Monday, Apr. 27, 1970
Beauty in the Bizarre
Paul Wunderlich by any other name would be extraordinary, but the fact that in German wunderlich means strange, wondrous, bizarre is a stroke of poetic justice. More elegant than Beardsley, more graphic than Gruenewald, more phantasmic than many of the Surrealists, his work is at once sensuous and intellectual, erotic and macabre, pungently realistic and wickedly funny.
He has long been recognized as one of the greatest graphic artists Germany ever produced; yet his reputation in New York and Paris has been largely underground, as if knowing collectors and cognoscenti loathed sharing his limited output. In any case, Wunderlich's fame has now risen above ground and is spreading fast. Aquarius Press in New York has just published a suite of his lithographs based on Solomon's Song of Songs. Next week his first U.S. exhibition of paintings opens at Manhattan's Staempfli Gallery. In June he will be accorded a retrospective in the Print Biennale at Paris' Musee d'Art Moderne.
Calculating Man. At 43, Wunderlich acts more like a successful stockbroker than a bizarre artist. He wheels around Hamburg in an expensive British car, wears imported shirts and shoes, often paints wearing a necktie. He likes money and does not hesitate to say so. He declares with a playful glint in his eye: "I am accused of being a calculating man, and I am. I know that there are very few graphic artists in the world who are as good as I am."
Born in Berlin, the son of a Luftwaffe colonel, he was drafted at 17 and sent to Denmark. Back in Hamburg after the war, he entered the Academy of Fine Arts. There his gift in graphics was quickly recognized, and he was invited to stay on and teach. In 1960, he became something of a cause celebre when Hamburg police found his "qui s'explique" lithographs of lovemaking couples too explicit and closed the show. Undaunted, Wunderlich set off for Paris to work with the master lithographer Jacques Desjobert.
In 1966, Wunderlich began collaborating with Karin Szekessy, a professional photographer of fashions and nudes. Surveying a mass of Karin's nude blowups, he found that there were usually one or two that fascinated him, and he began using them as a point of departure. The dramatic metamorphosis may often be traced from photograph to print to painting in such works as The Red Flower and Interior. A brunette model in an easy chair is likely to wind up as a tangle-haired Medusa, just as thoroughly transformed as the two lovelies waltzing through colored smoke rings in The Chase, which is purest fantasy.
Death in Life. For all the velvety opulence of his colors, it is the human figure that stands at the center of Wunderlich's art. In his earlier works, it was tortured and twisted, shorn of limbs, reduced to a skeleton, provoking comparisons with Duerer and Cranach, Redon and Bellmer. Death, he seemed to say, is in all life, deformity in all beauty, and behind the erotic daydream is the ever-present nightmare of flesh doomed to decay. Today, his figures appear more whole, more sensuous, more magnetic. Love has banished dreadful death.
"I paint the body because it has great possibilities for interpretation," Wunderlich says. That much he shares with the German expressionists. But his dry wit and typically surrealist delight in visual and verbal puns provide ample comic relief. He titled a portrait of a woman with five breasts Very Decollete. As for interpretations of his paintings, he leaves that to others. "I refuse to try to explain everything, because if you know too much about yourself, you become impotent. Better not to know what it is that makes you tick."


▸ Exercise: Repeat each record below exactly, omitting whatever pictures appear in it.

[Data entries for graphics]

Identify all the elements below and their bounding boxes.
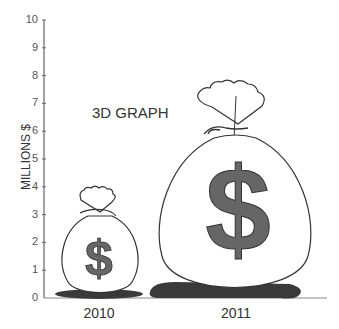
dollar-icon-2011: $ — [205, 143, 271, 275]
y-tick-label: 3 — [24, 208, 38, 220]
y-tick-label: 10 — [24, 13, 38, 25]
y-tick-label: 0 — [24, 291, 38, 303]
y-tick-label: 9 — [24, 41, 38, 53]
money-bag-2011: $ — [150, 80, 311, 298]
money-bag-2010: $ — [55, 186, 143, 299]
y-tick-label: 7 — [24, 96, 38, 108]
chart-canvas: $ $ — [0, 0, 339, 329]
chart-title: 3D GRAPH — [92, 104, 169, 121]
x-category-label: 2010 — [69, 305, 129, 321]
y-tick-label: 8 — [24, 69, 38, 81]
x-category-label: 2011 — [206, 305, 266, 321]
y-axis-label: MILLIONS $ — [19, 117, 33, 197]
y-tick-label: 1 — [24, 263, 38, 275]
money-bag-chart: $ $ 10 9 8 7 6 5 4 3 2 1 0 MILLIONS $ 3D… — [0, 0, 339, 329]
dollar-icon-2010: $ — [85, 230, 113, 286]
y-tick-label: 2 — [24, 235, 38, 247]
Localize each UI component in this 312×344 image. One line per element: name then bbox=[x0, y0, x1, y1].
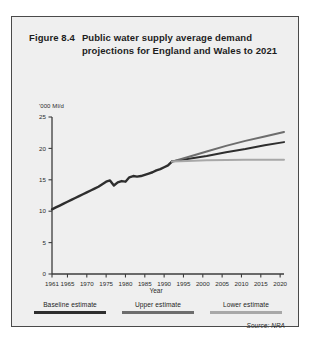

▸ The completed task:
Identify all the elements below and their bounding boxes.
dollar-icon-2011: $ — [205, 143, 271, 275]
y-tick-label: 3 — [24, 208, 38, 220]
y-tick-label: 10 — [24, 13, 38, 25]
y-tick-label: 0 — [24, 291, 38, 303]
y-tick-label: 9 — [24, 41, 38, 53]
money-bag-2011: $ — [150, 80, 311, 298]
money-bag-2010: $ — [55, 186, 143, 299]
y-tick-label: 7 — [24, 96, 38, 108]
chart-canvas: $ $ — [0, 0, 339, 329]
chart-title: 3D GRAPH — [92, 104, 169, 121]
x-category-label: 2010 — [69, 305, 129, 321]
y-tick-label: 8 — [24, 69, 38, 81]
x-category-label: 2011 — [206, 305, 266, 321]
y-axis-label: MILLIONS $ — [19, 117, 33, 197]
y-tick-label: 1 — [24, 263, 38, 275]
money-bag-chart: $ $ 10 9 8 7 6 5 4 3 2 1 0 MILLIONS $ 3D… — [0, 0, 339, 329]
dollar-icon-2010: $ — [85, 230, 113, 286]
y-tick-label: 2 — [24, 235, 38, 247]
Localize each UI component in this 312×344 image. One line per element: name then bbox=[x0, y0, x1, y1].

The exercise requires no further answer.